I've always been a lover of science fiction, partly because of the insane gadgetry and the awesome action sequences, but mostly because of the futures this genre creates. I wonder if we really will have hover cars and jet packs, a host of alien creatures living along side with us, and hotels in different galaxies in our future.
Will our future be post-apocalyptic and survivalist like The Road, Mad Max, The Stand?
Will our future be post-apocalyptic and survivalist like The Road, Mad Max, The Stand?
Or will it be techno-junkie galactic industrial like Blade Runner, The Fifth Element, Total Recall?
Or, perhaps, will our future be the same? Will we remain stagnant and unchanging?
And all of this wondering about our future made me wonder about the futures of past generations. Is this, now, what they had planned for their futures? Do we disappoint with our lack of hover cars and alien friends? Or were they able to come to grips with a pragmatic evolution of their society rather than an idealistic one?

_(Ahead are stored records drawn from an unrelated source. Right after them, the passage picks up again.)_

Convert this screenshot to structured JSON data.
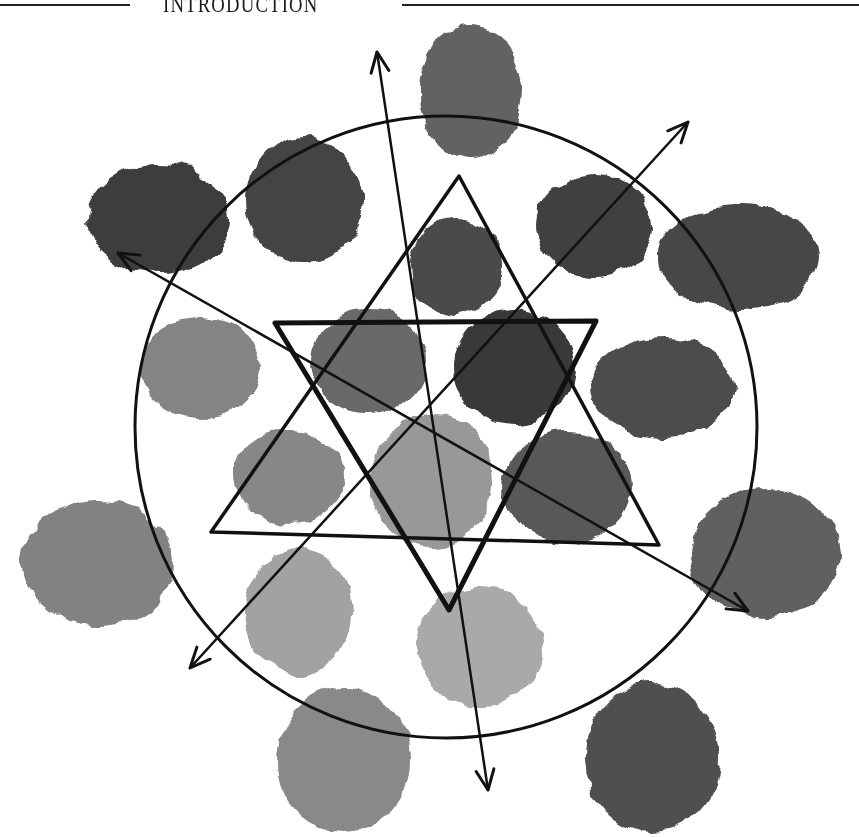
{
  "header": {
    "title": "INTRODUCTION"
  },
  "diagram": {
    "circle": {
      "cx": 446,
      "cy": 427,
      "r": 311
    },
    "triangle_up": {
      "points": "459,176 211,532 659,545"
    },
    "triangle_down": {
      "points": "275,323 596,321 449,610"
    },
    "arrows": [
      {
        "name": "vertical-arrow",
        "x1": 377,
        "y1": 52,
        "x2": 488,
        "y2": 790
      },
      {
        "name": "diagonal-up-right-arrow",
        "x1": 688,
        "y1": 122,
        "x2": 190,
        "y2": 668
      },
      {
        "name": "diagonal-down-right-arrow",
        "x1": 118,
        "y1": 253,
        "x2": 748,
        "y2": 611
      }
    ],
    "swatches": [
      {
        "name": "swatch-top",
        "cx": 470,
        "cy": 92,
        "rx": 52,
        "ry": 66,
        "color": "#555555"
      },
      {
        "name": "swatch-top-left-outer",
        "cx": 158,
        "cy": 219,
        "rx": 72,
        "ry": 55,
        "color": "#2e2e2e"
      },
      {
        "name": "swatch-top-left-inner",
        "cx": 305,
        "cy": 200,
        "rx": 58,
        "ry": 63,
        "color": "#353535"
      },
      {
        "name": "swatch-top-center",
        "cx": 456,
        "cy": 266,
        "rx": 47,
        "ry": 48,
        "color": "#3a3a3a"
      },
      {
        "name": "swatch-top-right-inner",
        "cx": 594,
        "cy": 225,
        "rx": 59,
        "ry": 52,
        "color": "#2f2f2f"
      },
      {
        "name": "swatch-top-right-outer",
        "cx": 740,
        "cy": 257,
        "rx": 82,
        "ry": 52,
        "color": "#383838"
      },
      {
        "name": "swatch-left",
        "cx": 200,
        "cy": 369,
        "rx": 60,
        "ry": 51,
        "color": "#7a7a7a"
      },
      {
        "name": "swatch-center-left",
        "cx": 368,
        "cy": 362,
        "rx": 58,
        "ry": 53,
        "color": "#5c5c5c"
      },
      {
        "name": "swatch-center-right",
        "cx": 514,
        "cy": 367,
        "rx": 61,
        "ry": 57,
        "color": "#282828"
      },
      {
        "name": "swatch-right",
        "cx": 663,
        "cy": 388,
        "rx": 73,
        "ry": 50,
        "color": "#3d3d3d"
      },
      {
        "name": "swatch-lower-left",
        "cx": 290,
        "cy": 477,
        "rx": 56,
        "ry": 46,
        "color": "#7d7d7d"
      },
      {
        "name": "swatch-lower-center",
        "cx": 432,
        "cy": 482,
        "rx": 62,
        "ry": 66,
        "color": "#8f8f8f"
      },
      {
        "name": "swatch-lower-right",
        "cx": 568,
        "cy": 487,
        "rx": 64,
        "ry": 56,
        "color": "#4a4a4a"
      },
      {
        "name": "swatch-far-left",
        "cx": 98,
        "cy": 563,
        "rx": 76,
        "ry": 62,
        "color": "#777777"
      },
      {
        "name": "swatch-far-right",
        "cx": 766,
        "cy": 554,
        "rx": 75,
        "ry": 65,
        "color": "#525252"
      },
      {
        "name": "swatch-bottom-left-inner",
        "cx": 298,
        "cy": 612,
        "rx": 54,
        "ry": 62,
        "color": "#9a9a9a"
      },
      {
        "name": "swatch-bottom-center",
        "cx": 480,
        "cy": 646,
        "rx": 63,
        "ry": 60,
        "color": "#a2a2a2"
      },
      {
        "name": "swatch-bottom-left-outer",
        "cx": 344,
        "cy": 760,
        "rx": 67,
        "ry": 72,
        "color": "#7f7f7f"
      },
      {
        "name": "swatch-bottom-right",
        "cx": 652,
        "cy": 758,
        "rx": 68,
        "ry": 74,
        "color": "#3f3f3f"
      }
    ],
    "colors": {
      "line": "#111111",
      "background": "#ffffff"
    }
  }
}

Interestingly enough, here's an illustration of what past generations thought the 50's would look like:
Four levels of city? That sounds pretty awesome to me, but, as we all know, it never happened. It still hasn't happened. So what does this mean? Clearly, our foresight needs some work, right? The truth is that society evolves gradually, slowly towards the future. We may never have a hover car in my generation, or the one following, or the generation after that, or so on and so forth. But that shouldn't stop the science fiction future, or even invalidate it. Because maybe we will be eating McDonald's in outer space with our giant alien friends one day. Who knows? That's the great thing about the future. No one has the ability to predict what's going to happen, and that gives us the greatest creative freedom. Time gives us the luxury to construct glorious futures, exciting, other-worldly futures.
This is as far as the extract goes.